25 June 2004

Naipaul on Javanese Hindu-Buddhist Christians

Naipaul's chapter profiling a Javanese Christian poet from Yogyakarta is entitled "Below the Lava":
It was because of the Christian preaching against polygamy, and the suffering it had brought in their own lives, that Linus's father and mother--as recently as 1938--had converted to Christianity. They had not been Muslims before, but Javanists, with a mixed local religion made up of survivals of Hinduism, Buddhism, and animism. They had both attended Christian schools; they had learned about Christianity there. The Christianity they had adopted had not meant a break with the past.

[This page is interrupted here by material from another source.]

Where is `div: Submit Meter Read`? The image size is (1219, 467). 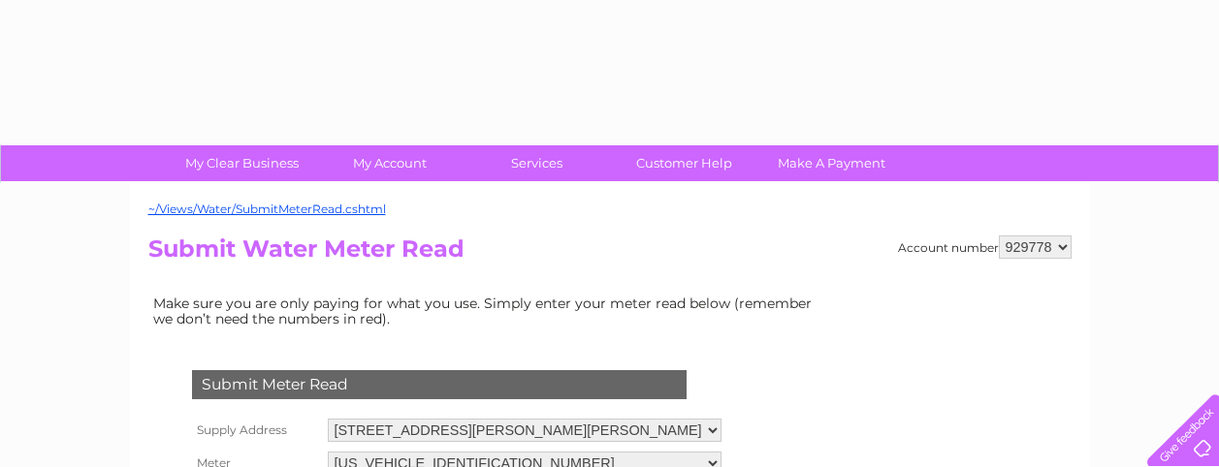 div: Submit Meter Read is located at coordinates (439, 385).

"Here even when we became Christians we continued with our old customs. Taking flowers to the cemetery, praying to the spirits of our ancestors. When someone dies even today in our Christian community we have mixed rituals. The ceremonies three days after the death, seven days, forty days, a hundred days, one year, two years, a thousand days." Because of his father these death ceremonies would have been on Linus's mind.

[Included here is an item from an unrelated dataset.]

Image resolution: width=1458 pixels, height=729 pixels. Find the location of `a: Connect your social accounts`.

Linus said, "Christianity is important because it teaches you to love somebody as you love yourself. It means teaching us to become tender persons, not wild or aggressive persons. In Javanism also we have the concept of restraint. It is easy therefore for Javanese people to embrace Christ's teaching."

High up on the inner concrete wall, above the central doorway, out of which Linus's mother and sister had come from the room at the back, there was a big brown cross. It was above a grotesque leather puppet. It was the standardized puppet figure of the clown, Semar, from the shadow play, a character, Linus said, from one or the other of the two Javanized Hindu epics, the Ramayana or the Mahabharata: "a god turned into a man, always supporting the good people."

In 1979 there had been a leather puppet there, but I didn't remember Semar. I remembered another figure. I couldn't say what it was, and I didn't ask Linus about it. It was only while working on this chapter that I checked, and found that in 1979 the mascot figure on that wall, the associate divinity of the house, above the horizontal ventilation slits and below the cross, was the Black Krishna. Not the playful Krishna of India, stealing the housewife's freshly churned butter and hiding the clothes of the milkmaids while they swam in the river; but the Black Krishna of Java, a figure of wisdom. That Krishna would have been a sufficient protector of a man starting out as a poet. Now, in a time of deeper grief and need, Semar--the man-god who helped the good--was a more appropriate divinity....

[Linus] said, "Six or seven feet below us here are many Hindu temples or Buddha temples or Hindu-Buddha temples, buried by eruptions of Merapi a thousand years ago and also two thousand and fifty years ago." Merapi, the active volcano of the region, creator of the lava that enriched the soil, and showed as black boulders in the beds of streams. "This creates a job for people who want to study about Java culture and religion, because behind these phenomena we can catch the spirit of Javanese people today."